Nighttime reading
As a thank you for hosting her during her stay in Iceland, my colleague Ursula sent me a book. Since she has a PhD in Comparative Literature, and is a professor at Harvard, I decided that her taste in books is probably good enough that I should actually read the book she gave me. It is by a Nobel Prize winning author, Orhan Pamuk, and is entitled Museum of Innocence.
I am not an avid reader, or at least not an avid reader of non-fiction. My nighttime reading for years has consisted of non-fiction essays. I love to read heavy theory late at night. Narrative fiction on the other hand is not my favorite, mostly because as I get tired, I start to get impatient to know what will "happen" next in the story. This is never the case with a theoretical essay, where every paragraph is full of interesting ideas. Instead when reading a novel, I inevitably stay up way too late, trying to get to some point in the story where something "happens" that is satisfactory enough for me to say "now I can go to bed." I obsessively keep reading, even if I am very tired, just to get to that point.

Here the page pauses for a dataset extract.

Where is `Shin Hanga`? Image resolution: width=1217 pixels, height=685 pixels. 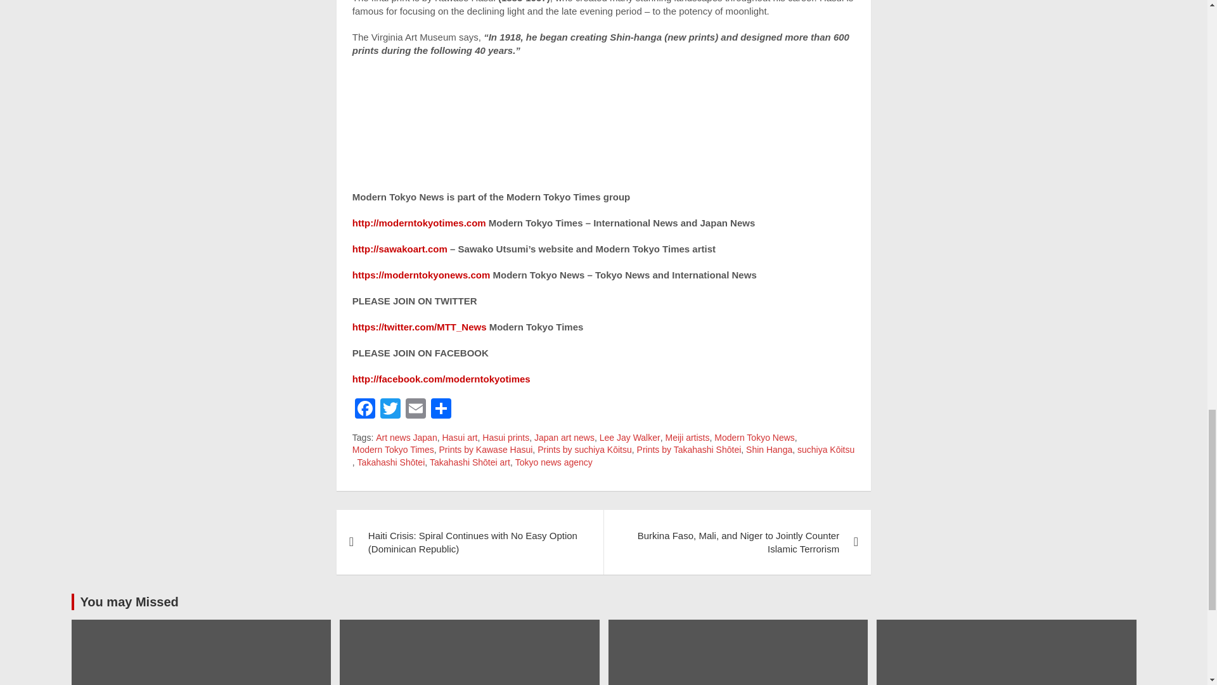
Shin Hanga is located at coordinates (768, 450).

A few nights ago, this strategy worked out OK. The Museum of Innocence is about a man who is just about to get engaged to a wonderful woman, when he falls in love with another woman, and so from the first page, I knew the engagement party would be an "event" in the story, an event after which I could easily put the book aside. I like knowing events like that are upcoming, as my eyes get tired and droopy, I think "well the next chapter is the engagement party, and so after that I can go to sleep."
Having made my way through the engagement party, I had actually no idea what to expect next in terms of a turning point in the story. So I was reading and reading last night, all about the main character's emotional torment and the various ways he was both torturing and consoling himself in the aftermath of the engagement party, with no end in sight.

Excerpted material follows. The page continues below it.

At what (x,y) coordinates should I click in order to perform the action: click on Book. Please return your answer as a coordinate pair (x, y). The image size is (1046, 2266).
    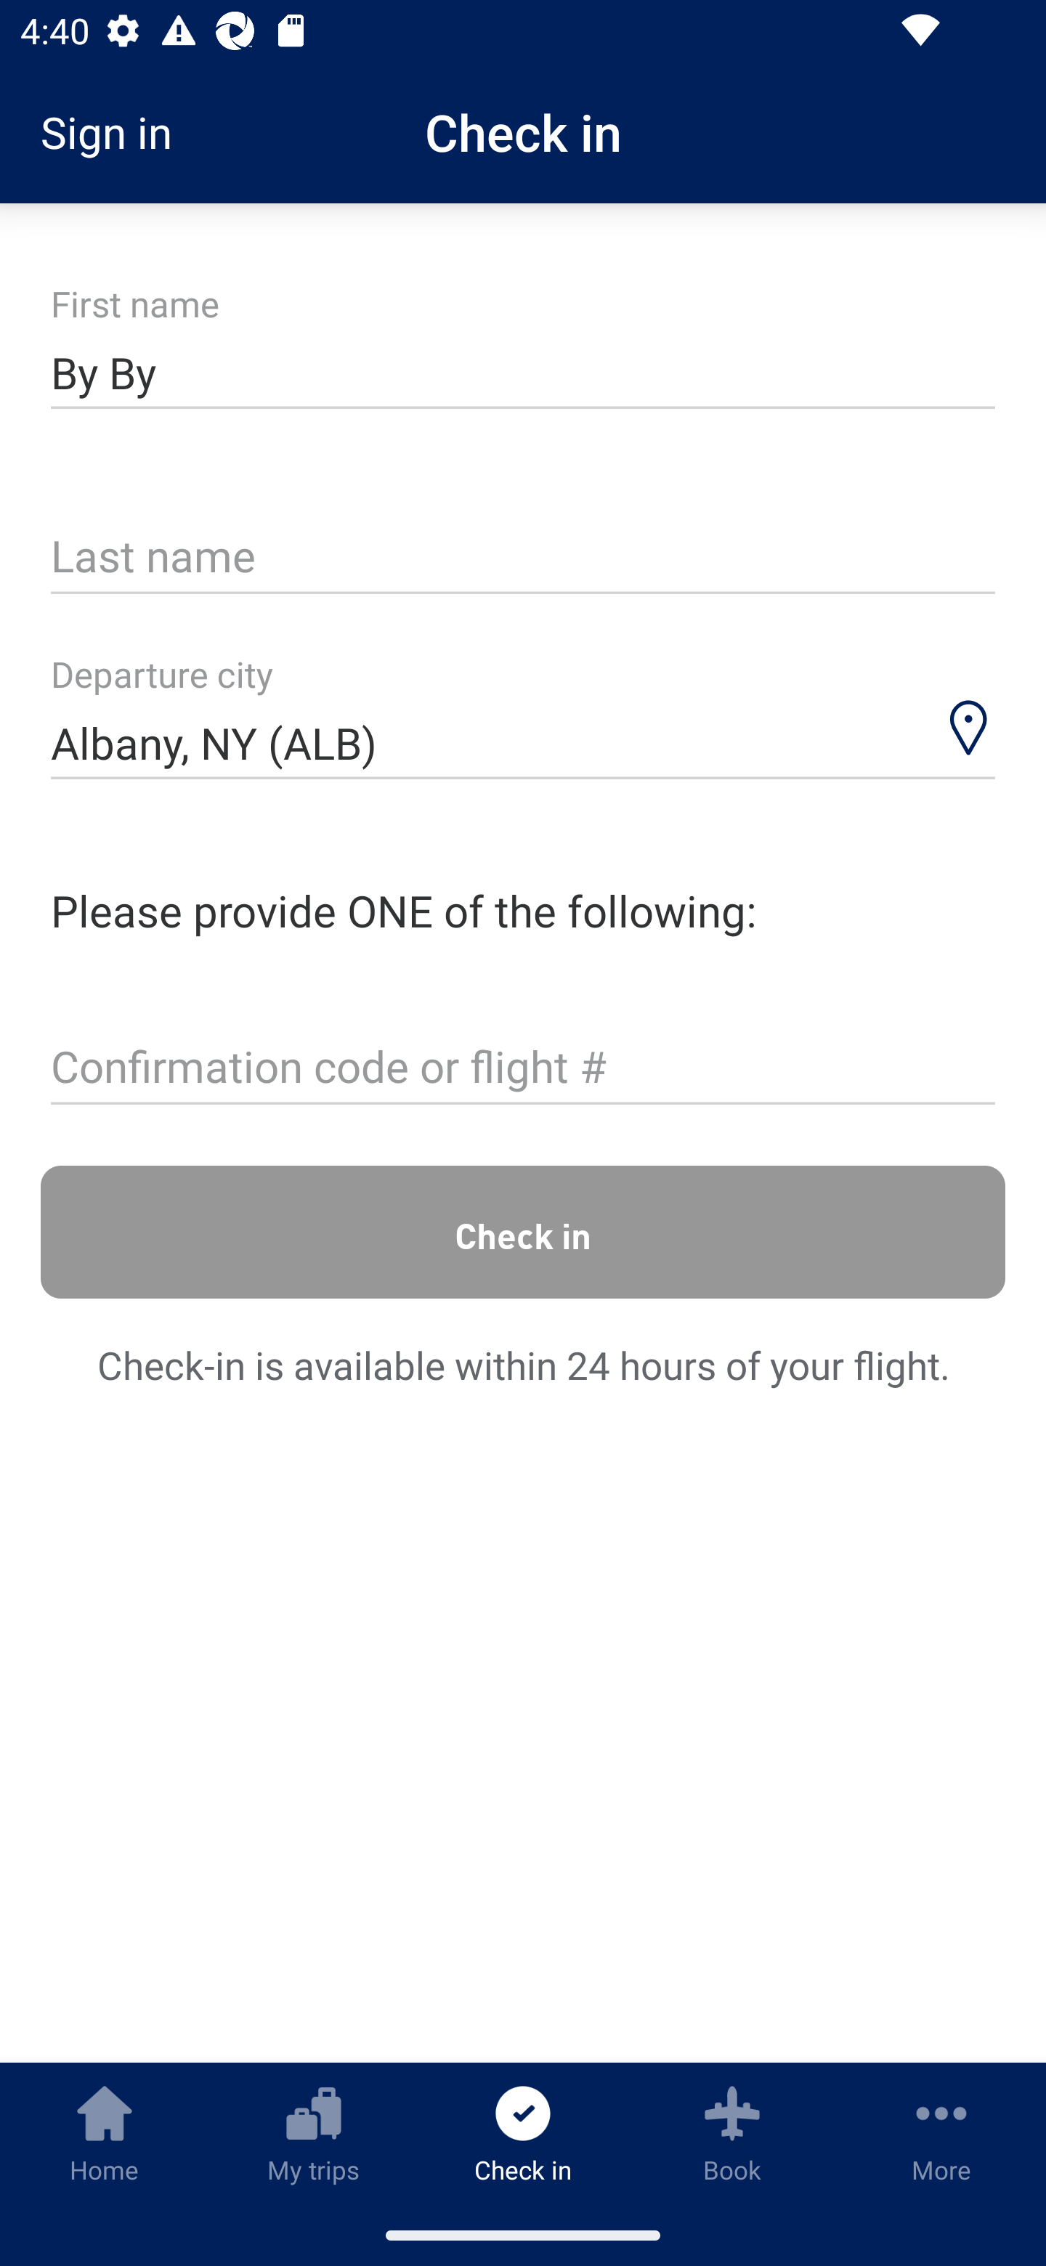
    Looking at the image, I should click on (732, 2133).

As the clock moved past 2am, I was starting to get worried, wondering if I would need to cheat and flip through the book to get to that "now I can go to bed" point. When suddenly, I got to it! It was not an event in the story line, but rather a theoretical point that explains the title of the book, a discussion of the level to which he had become obsessed with the objects that the woman he loves had touched. Objects as momento, objects as memorabilia, objects as part of our memories, objects as fetish, object as negative bodies, objects as part of our emotional and intellectual engagement with the world.
Of course, in some ways this is also an event, an event in the emotional process of this character. He had found a way to abstract, he had found a way to cope, and I was relieved. Now I could go to sleep.
I am not an avid reader, or at least not an avid reader of non-fiction. My nighttime reading for years has consisted of non-fiction essays. I love to read heavy theory late at night. Narrative fiction on the other hand is not my favorite, mostly because as I get tired, I start to get impatient to know what will "happen" next in the story. This is never the case with a theoretical essay, where every paragraph is full of interesting ideas. Instead when reading a novel, I inevitably stay up way too late, trying to get to some point in the story where something "happens" that is satisfactory enough for me to say "now I can go to bed." I obsessively keep reading, even if I am very tired, just to get to that point.
A few nights ago, this strategy worked out OK. The Museum of Innocence is about a man who is just about to get engaged to a wonderful woman, when he falls in love with another woman, and so from the first page, I knew the engagement party would be an "event" in the story, an event after which I could easily put the book aside. I like knowing events like that are upcoming, as my eyes get tired and droopy, I think "well the next chapter is the engagement party, and so after that I can go to sleep."
Having made my way through the engagement party, I had actually no idea what to expect next in terms of a turning point in the story. So I was reading and reading last night, all about the main character's emotional torment and the various ways he was both torturing and consoling himself in the aftermath of the engagement party, with no end in sight.
As the clock moved past 2am, I was starting to get worried, wondering if I would need to cheat and flip through the book to get to that "now I can go to bed" point. When suddenly, I got to it! It was not an event in the story line, but rather a theoretical point that explains the title of the book, a discussion of the level to which he had become obsessed with the objects that the woman he loves had touched. Objects as momento, objects as memorabilia, objects as part of our memories, objects as fetish, object as negative bodies, objects as part of our emotional and intellectual engagement with the world.
Of course, in some ways this is also an event, an event in the emotional process of this character. He had found a way to abstract, he had found a way to cope, and I was relieved. Now I could go to sleep.